The Soviets liberated Auschwitz in January 1945, and American troops arrested Mengele twice, but without the telltale underarm SS tattoo he'd refused years earlier, he was able to slither from apprehension, aided by false identities, unobtrusive jobs, and protection in parts of South America where an ex-Nazi could blend in.
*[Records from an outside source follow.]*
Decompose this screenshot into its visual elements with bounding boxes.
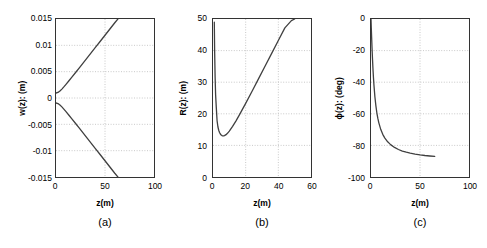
ytick-b-0: 50: [175, 14, 207, 23]
ytick-b-5: 0: [175, 174, 207, 183]
gridlines-a: [56, 19, 154, 177]
xtick-a-2: 100: [148, 182, 162, 191]
curve-c: [371, 19, 435, 156]
curve-b: [214, 19, 294, 136]
plot-canvas-b: [213, 19, 311, 177]
xtick-c-0: 0: [368, 182, 373, 191]
subplot-b: 50 40 30 20 10 0 0 20 40 60 z(m) R(z): (…: [165, 0, 325, 248]
caption-c: (c): [414, 217, 427, 228]
ytick-a-0: 0.015: [8, 14, 52, 23]
ytick-c-1: -20: [329, 46, 365, 55]
ytick-a-6: -0.015: [8, 174, 52, 183]
caption-b: (b): [255, 217, 268, 228]
yaxis-label-c: ϕ(z): (deg): [335, 58, 344, 138]
ytick-a-4: -0.005: [8, 120, 52, 129]
subplot-c: 0 -20 -40 -60 -80 -100 0 50 100 z(m) ϕ(z…: [325, 0, 487, 248]
gaussian-beam-figure: 0.015 0.01 0.005 0 -0.005 -0.01 -0.015 0…: [0, 0, 487, 248]
ytick-b-4: 10: [175, 142, 207, 151]
xtick-b-0: 0: [210, 182, 215, 191]
xaxis-label-a: z(m): [96, 199, 113, 208]
ytick-b-1: 40: [175, 46, 207, 55]
plot-area-b: [212, 18, 312, 178]
caption-a: (a): [98, 217, 111, 228]
xtick-b-2: 40: [274, 182, 283, 191]
curve-a-upper-line: [56, 19, 119, 93]
xtick-b-1: 20: [241, 182, 250, 191]
ytick-a-1: 0.01: [8, 40, 52, 49]
plot-area-a: [55, 18, 155, 178]
plot-canvas-c: [371, 19, 469, 177]
ytick-c-0: 0: [329, 14, 365, 23]
ytick-c-5: -100: [329, 174, 365, 183]
ytick-a-5: -0.01: [8, 147, 52, 156]
ytick-c-4: -80: [329, 142, 365, 151]
yaxis-label-a: w(z): (m): [18, 58, 27, 138]
gridlines-b: [213, 19, 311, 177]
xtick-c-1: 50: [415, 182, 424, 191]
yaxis-label-b: R(z): (m): [179, 58, 188, 138]
plot-area-c: [370, 18, 470, 178]
xtick-c-2: 100: [463, 182, 477, 191]
curve-a-lower-line: [56, 103, 119, 177]
xaxis-label-c: z(m): [411, 199, 428, 208]
xaxis-label-b: z(m): [253, 199, 270, 208]
xtick-a-0: 0: [53, 182, 58, 191]
ytick-a-3: 0: [8, 94, 52, 103]
subplot-a: 0.015 0.01 0.005 0 -0.005 -0.01 -0.015 0…: [0, 0, 165, 248]
xtick-a-1: 50: [100, 182, 109, 191]
ytick-a-2: 0.005: [8, 67, 52, 76]
xtick-b-3: 60: [307, 182, 316, 191]
plot-canvas-a: [56, 19, 154, 177]
gridlines-c: [371, 19, 469, 177]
At one point, he replaced his German passport, using his real name. (For a time, "it was a taboo question to ask, 'What did you do during the war?'" explains author/journalist Gerald Posner.)
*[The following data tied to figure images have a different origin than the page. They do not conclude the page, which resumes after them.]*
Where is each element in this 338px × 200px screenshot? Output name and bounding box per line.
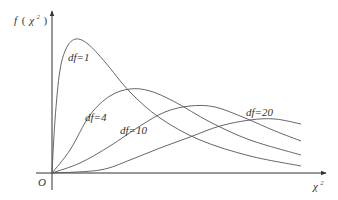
- label-df-1: df=1: [68, 51, 89, 63]
- chi-square-density-chart: f ( χ 2 ) χ 2 O df=1 df=4 df=10 df=20: [0, 0, 338, 200]
- label-df-20: df=20: [246, 106, 273, 118]
- x-axis-label: χ 2: [312, 180, 324, 192]
- curve-df-20: [52, 119, 301, 173]
- curve-df-4: [52, 89, 301, 173]
- y-axis-label: f ( χ 2 ): [14, 9, 48, 27]
- label-df-4: df=4: [85, 111, 107, 123]
- label-df-10: df=10: [120, 124, 147, 136]
- origin-label: O: [38, 176, 46, 188]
But the hunt went on for Nazi war criminals, and, in 1960, agents of Israel's Mossad captured Adolf Eichmann, a major organizer of the Holocaust, smuggling him from Buenos Aires to Israel, ultimately to be tried, and hanged in 1962.
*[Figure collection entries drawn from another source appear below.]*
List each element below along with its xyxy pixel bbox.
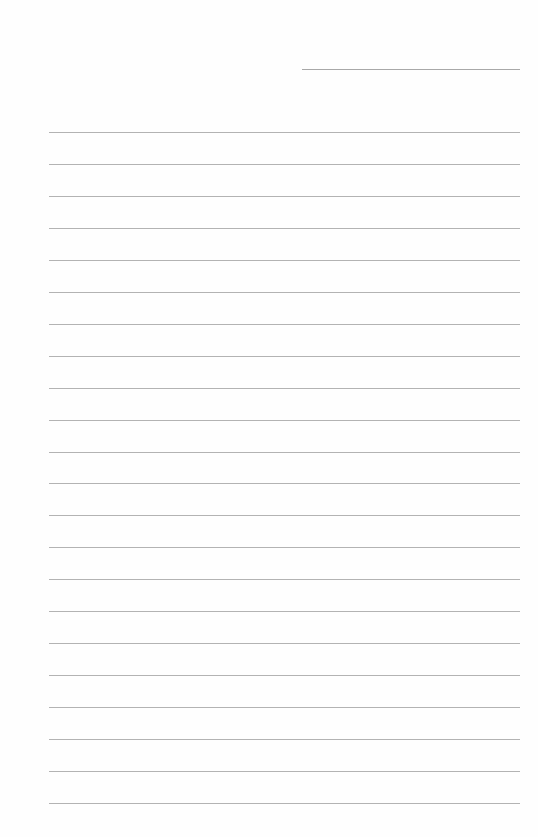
- ruled-line: [49, 739, 520, 740]
- ruled-line: [49, 324, 520, 325]
- ruled-line: [49, 388, 520, 389]
- header-date-line: [302, 69, 520, 70]
- ruled-line: [49, 771, 520, 772]
- ruled-line: [49, 547, 520, 548]
- ruled-line: [49, 515, 520, 516]
- ruled-line: [49, 452, 520, 453]
- ruled-line: [49, 643, 520, 644]
- ruled-line: [49, 579, 520, 580]
- ruled-line: [49, 803, 520, 804]
- lined-paper-page: [0, 0, 538, 837]
- ruled-line: [49, 675, 520, 676]
- ruled-line: [49, 707, 520, 708]
- ruled-line: [49, 228, 520, 229]
- ruled-line: [49, 611, 520, 612]
- ruled-line: [49, 292, 520, 293]
- ruled-line: [49, 483, 520, 484]
- ruled-line: [49, 196, 520, 197]
- ruled-line: [49, 132, 520, 133]
- ruled-line: [49, 356, 520, 357]
- ruled-line: [49, 164, 520, 165]
- ruled-line: [49, 260, 520, 261]
- ruled-line: [49, 420, 520, 421]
Mengele "lived in fear all the time about being captured," we're told. "He felt increasingly hunted," and kept 13 or 14 dogs.
Finally, a justice of sorts arrived in February 1979, when Mengele had a heart attack in surf off the Brazilian coast, dying shortly after, being buried in an unmarked grave, and having his remains identified in the 1980s.
Today the villain's bones lie in a drawer of the Sao Paolo Medical Legal Institute. Even his family wanted no part of a decent burial.
This stirring documentary taught me much, but says surprisingly little about Mengele's actual activities at Auschwitz. In my quest to learn more about war and the Holocaust, I know I'll find other sources.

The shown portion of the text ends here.